A Quote by Lionel Shriver

History is made of empires, and the United States was by far and away the greatest, richest, and fairest empire that had every dominated the earth. Inevitably, it would fall. Empires always did. But we were lucky, you said. We got to participate in the most fascinating social experiment ever attempted.
When I was a girl, the idea that the British Empire could ever end was absolutely inconceivable. And it just disappeared, like all the other empires. You know, when people talk about the British Empire, they always forget that all the European countries had empires.
Empires inevitably fall, and when they do, history judges them for the legacies they leave behind.
So in Europe, we had empires. Everyone had them - France and Spain and Britain and Turkey! The Ottoman Empire, full of furniture for some reason. And the Austro-Hungarian Empire, famous for f-k all! Yes, all they did was slowly collapse like a flan in a cupboard.
I've been around long enough to know that empires come and empires go, and I can't tell how long the Google empire is going to last - but I'm pretty convinced that the answer is less than forever.
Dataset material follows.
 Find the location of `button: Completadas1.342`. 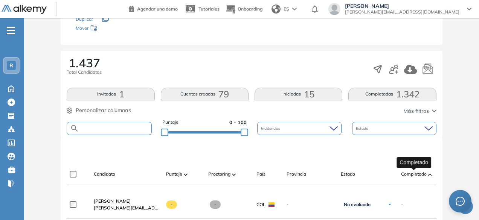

America is not the crude stereotype of a self-interested empire. The United States has been one of the greatest sources of progress that the world has ever known. We were born out of revolution against an empire. We were founded upon the ideal that all are created equal. And we have shed blood and struggled for centuries to give meaning to those words, within our borders and around the world. We are shaped by every culture. Drawn from every end of the Earth, and dedicated to a simple concept, E pluribus unum: Out of many, one.
In the course of history, all empires have been created with premeditation, by an effort often sustained over several generations. Every power has been Roman to a degree. The United States is the first nation to become the most powerful in the world without having sought to be so. Its exceptional energy and organization have never been oriented toward conquest.
I think that if a United States of Europe were to be formed, it would be in our interests to fight for it, as all our old traditions would remain in such a united Europe, whereas if we were to start now as part of the Russian Empire, everything that had ever been in Germany would disappear.
As well as our relationship with Afghanistan, I am researching the legacy of other European empires - in Africa. We think of those empires as history, but actually, they still haunt our everyday lives in the strangest of ways.
Britain in the 19th century was two things simultaneously; the hub of the largest empire on earth and the greatest manufacturing and trading nation the world had ever seen. Yet the formal empire and the trading empire were not the same thing.
Though the general principles of statecraft have survived the rise and fall of empires, every increase in knowledge has brought about changes in the political, economic, and social structure.
Commerce is so far from being beneficial to arts, or to empire, that it is destructive of both, as all their history shows, for the above reason of individual merit being its great hatred. Empires flourish till they become commercial, and then they are scattered abroad to the four winds.
The United States, per capita, at a certain period in its history, had the most junkies of any country ever in the world - right after the Civil War. The most brutal war, the greatest amount of casualties that America's ever had.
Contrary to popular belief, conventional wisdom would have one believe that it is insane to resist this, the mightiest of empires… But what history really shows is that today`s empire is tomorrow`s ashes, that nothing lasts forever, and that to not resist is to acquiesce in your own oppression. The greatest form of sanity that anyone can exercise is to resist that force that is trying to repress, oppress, and fight down the human spirit.
In fact, when the fires of empire get hidden, they still stay burning underneath the moss, seething away. This is true with a lot of the countries with really difficult, impenetrable nationalist movements - countries that once had a big empire, like Turkey, England, or even in Italy, with the fascists in the middle of the last century. People who had empires, unfortunately, want them back eventually, somehow, someway.
You can't anticipate history. It's only when you look back you see what the Romans did, and what various other empires did, what the British Empire did. We're now beginning to see the long shadow that it created, so one must be hopeful and say that what's going on in Asia, that what's going on in the Middle East, that all these various areas of conflict, that they will pass and move onto another area. But it would seem that the natural order of things is there is this cyclic behavior of destruction followed by a calm period.
Every single empire in its official discourse has said that it is not like all the others, that its circumstances are special, that it has a mission to enlighten, civilize, bring order and democracy, and that it uses force only as a last resort. And, sadder still, there always is a chorus of willing intellectuals to say calming words about benign or altruistic empires.